No Arabic abstract
Here we present a method of constructing steerable wavelet frames in $L_2(mathbb{R}^d)$ that generalizes and unifies previous approaches, including Simoncellis pyramid and Riesz wavelets. The motivation for steerable wavelets is the need to more accurately account for the orientation of data. Such wavelets can be constructed by decomposing an isotropic mother wavelet into a finite collection of oriented mother wavelets. The key to this construction is that the angular decomposition is an isometry, whereby the new collection of wavelets maintains the frame bounds of the original one. The general method that we propose here is based on partitions of unity involving spherical harmonics. A fundamental aspect of this construction is that Fourier multipliers composed of spherical harmonics correspond to singular integrals in the spatial domain. Such transforms have been studied extensively in the field of harmonic analysis, and we take advantage of this wealth of knowledge to make the proposed construction practically feasible and computationally efficient.
The connection between derivative operators and wavelets is well known. Here we generalize the concept by constructing multiresolution approximations and wavelet basis functions that act like Fourier multiplier operators. This construction follows from a stochastic model: signals are tempered distributions such that the application of a whitening (differential) operator results in a realization of a sparse white noise. Using wavelets constructed from these operators, the sparsity of the white noise can be inherited by the wavelet coefficients. In this paper, we specify such wavelets in full generality and determine their properties in terms of the underlying operator.
A recent result by Parcet and Rogers is that finite order lacunarity characterizes the boundedness of the maximal averaging operator associated to an infinite set of directions in $mathbb{R}^n$. Their proof is based on geometric-combinatorial coverings of fat hyperplanes by two-dimensional wedges. Seminal results by Nagel-Stein-Wainger relied on geometric coverings of n-dimensional nature. In this article we find the sharp cardinality estimate for singular integrals along finite subsets of finite order lacunary sets in all dimensions. Previous results only covered the special case of the directional Hilbert transform in dimensions two and three. The proof is new in all dimensions and relies, among other ideas, on a precise covering of the n-dimensional Nagel-Stein-Wainger cone by two-dimensional Parcet-Rogers wedges.
In this paper, we prove an $L^2-L^2-L^2$ decay estimate for a trilinear oscillatory integral of convolution type in $mathbb{R}^d,$ which recovers the earlier result of Li (2013) when $d=1.$ We discuss the sharpness of our result in the $d=2$ case. Our main hypothesis has close connections to the property of simple nondegeneracy studied by Christ, Li, Tao and Thiele (2005).
The Riesz transform is a natural multi-dimensional extension of the Hilbert transform, and it has been the object of study for many years due to its nice mathematical properties. More recently, the Riesz transform and its variants have been used to construct complex wavelets and steerable wavelet frames in higher dimensions. The flip side of this approach, however, is that the Riesz transform of a wavelet often has slow decay. One can nevertheless overcome this problem by requiring the original wavelet to have sufficient smoothness, decay, and vanishing moments. In this paper, we derive necessary conditions in terms of these three properties that guarantee the decay of the Riesz transform and its variants, and as an application, we show how the decay of the popular Simoncelli wavelets can be improved by appropriately modifying their Fourier transforms. By applying the Riesz transform to these new wavelets, we obtain steerable frames with rapid decay.
Adjacent dyadic systems are pivotal in analysis and related fields to study continuous objects via collections of dyadic ones. In our prior work (joint with Jiang, Olson and Wei) we describe precise necessary and sufficient conditions for two dyadic systems on the real line to be adjacent. Here we extend this work to all dimensions, which turns out to have many surprising difficulties due to the fact that $d+1$, not $2^d$, grids is the optimal number in an adjacent dyadic system in $mathbb{R}^d$. As a byproduct, we show that a collection of $d+1$ dyadic systems in $mathbb{R}^d$ is adjacent if and only if the projection of any two of them onto any coordinate axis are adjacent on $mathbb{R}$. The underlying geometric structures that arise in this higher dimensional generalization are interesting objects themselves, ripe for future study; these lead us to a compact, geometric description of our main result. We describe these structures, along with what adjacent dyadic (and $n$-adic, for any $n$) systems look like, from a variety of contexts, relating them to previous work, as well as illustrating a specific example.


§ **Activity**
Repeat all of the records word for word, but skip any picture.

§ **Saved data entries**
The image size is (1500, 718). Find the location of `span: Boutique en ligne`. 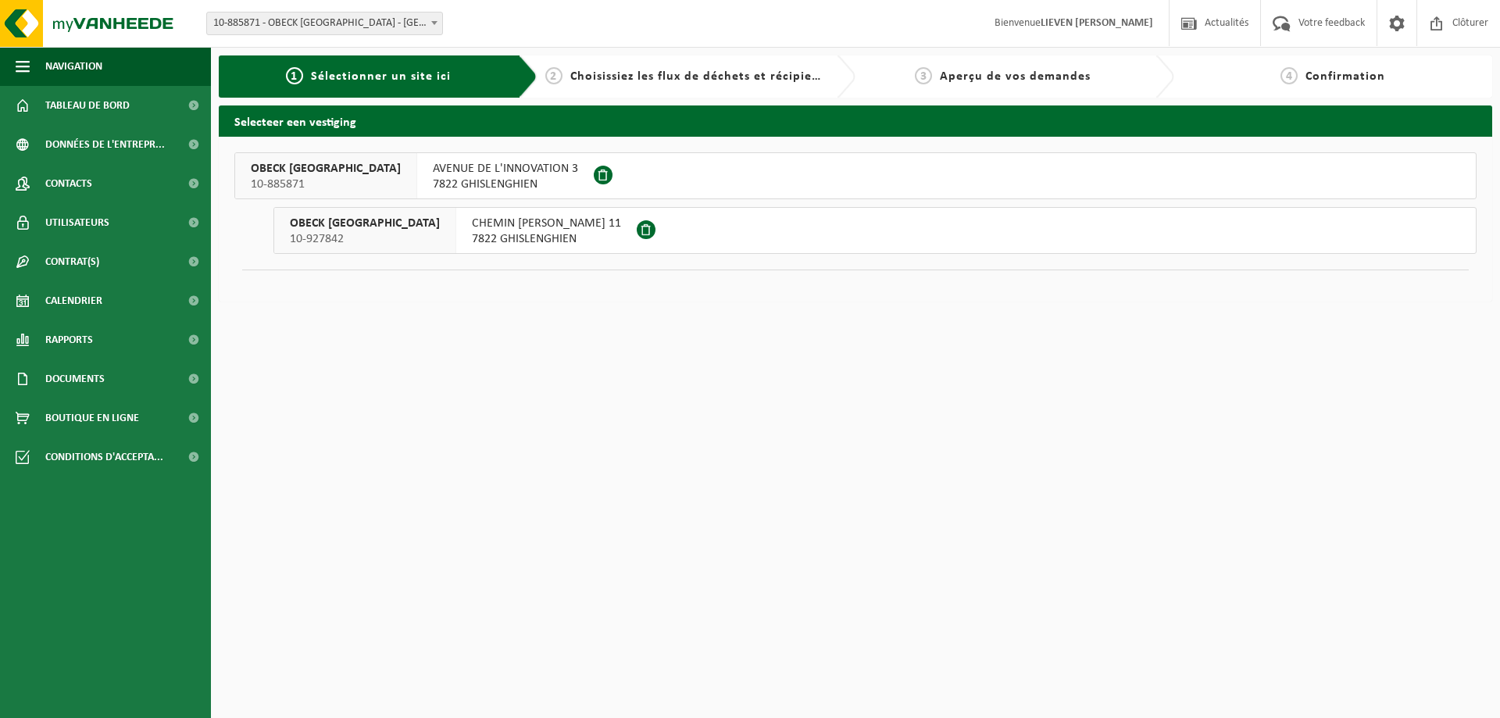

span: Boutique en ligne is located at coordinates (92, 418).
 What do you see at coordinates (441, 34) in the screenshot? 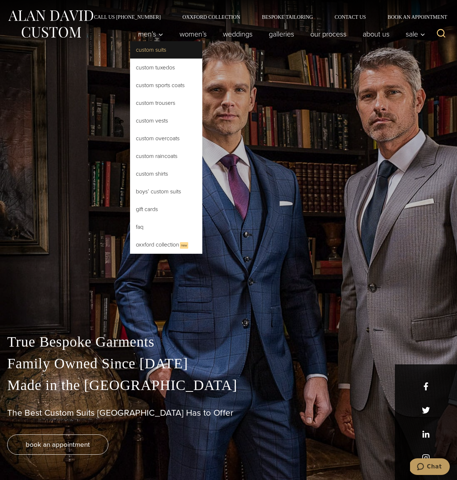
I see `button: View Search Form` at bounding box center [441, 34].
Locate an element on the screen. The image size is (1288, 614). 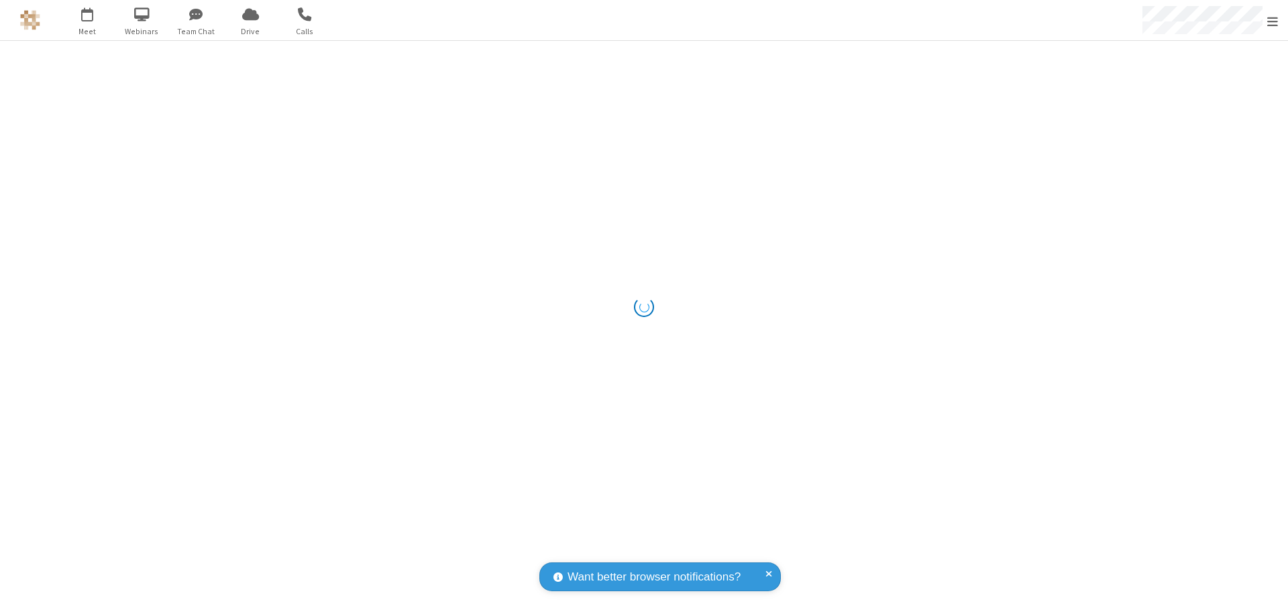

§ **Task solution**
The image size is (1500, 718). Find the location of `span: Boutique en ligne`. 

span: Boutique en ligne is located at coordinates (92, 418).
 What do you see at coordinates (441, 34) in the screenshot? 
I see `button: View Search Form` at bounding box center [441, 34].
Locate an element on the screen. The image size is (1288, 614). 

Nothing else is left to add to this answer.